An international war crimes tribunal has made public increasingly desperate pleas for one of its judges, detained in Turkey.

Judge Aydin Sefa Akay, who is Turkish, was detained following the failed coup against the Turkish government in July. Since the coup attempt 37,000 people have been arrested.

The president of the Residual Mechanism for International Criminal Tribunals (MICT), Theodore Meron, alerted the UN General Assembly to the case in early November.

The UN secretary general then wrote to the government in Ankara asserting Akay’s diplomatic immunity, although the UN's Assistant Secretary General for Legal Affairs has refused requests to release the correspondence to MICT lawyers.
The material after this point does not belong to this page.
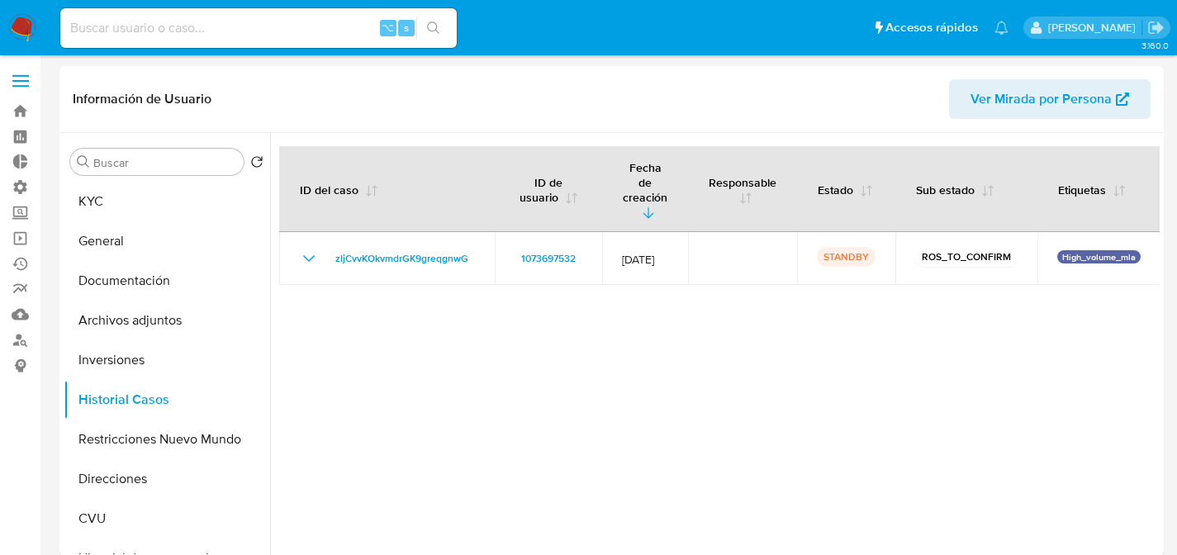  What do you see at coordinates (1156, 27) in the screenshot?
I see `a: Salir` at bounding box center [1156, 27].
For its part, Ankara has not even replied to Meron's request for permission to visit Akay.

Now lawyer Peter Robinson has used his position as defence counsel in a case Akay is reviewing to ask that the UN’s own legal team be invited to, and attend, the 17 January 2017 hearing to which the government of Turkey has been invited to explain Akay’s arrest and detention.
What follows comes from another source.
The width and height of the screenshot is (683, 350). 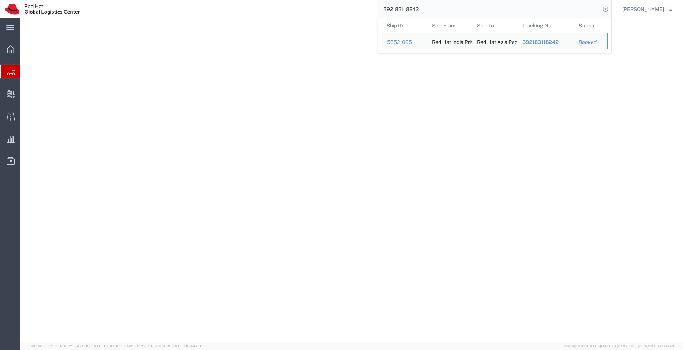 I want to click on div: Booked, so click(x=591, y=42).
Robinson’s application, filed today, said: ‘The [UN] Office of Legal Affairs is best placed to make submissions on the basis for the assertion of diplomatic immunity that may be raised by the government of Turkey at the hearing.’

Previously, Meron told the General Assembly: ‘Absent clear understanding of his conditions of detention, and a response to my request for authorisation to visit judge Akay, my concern for my judicial colleague’s welfare from a humanitarian standpoint likewise becomes all the stronger.’

Akay is one of five judges hearing a review of judgment on Augustin Ngirabatware, a former Rwandan planning minister. Ngirabatware was sentenced on appeal to 30 years for inciting, instigating, aiding and abetting genocide. Robinson is his defence counsel.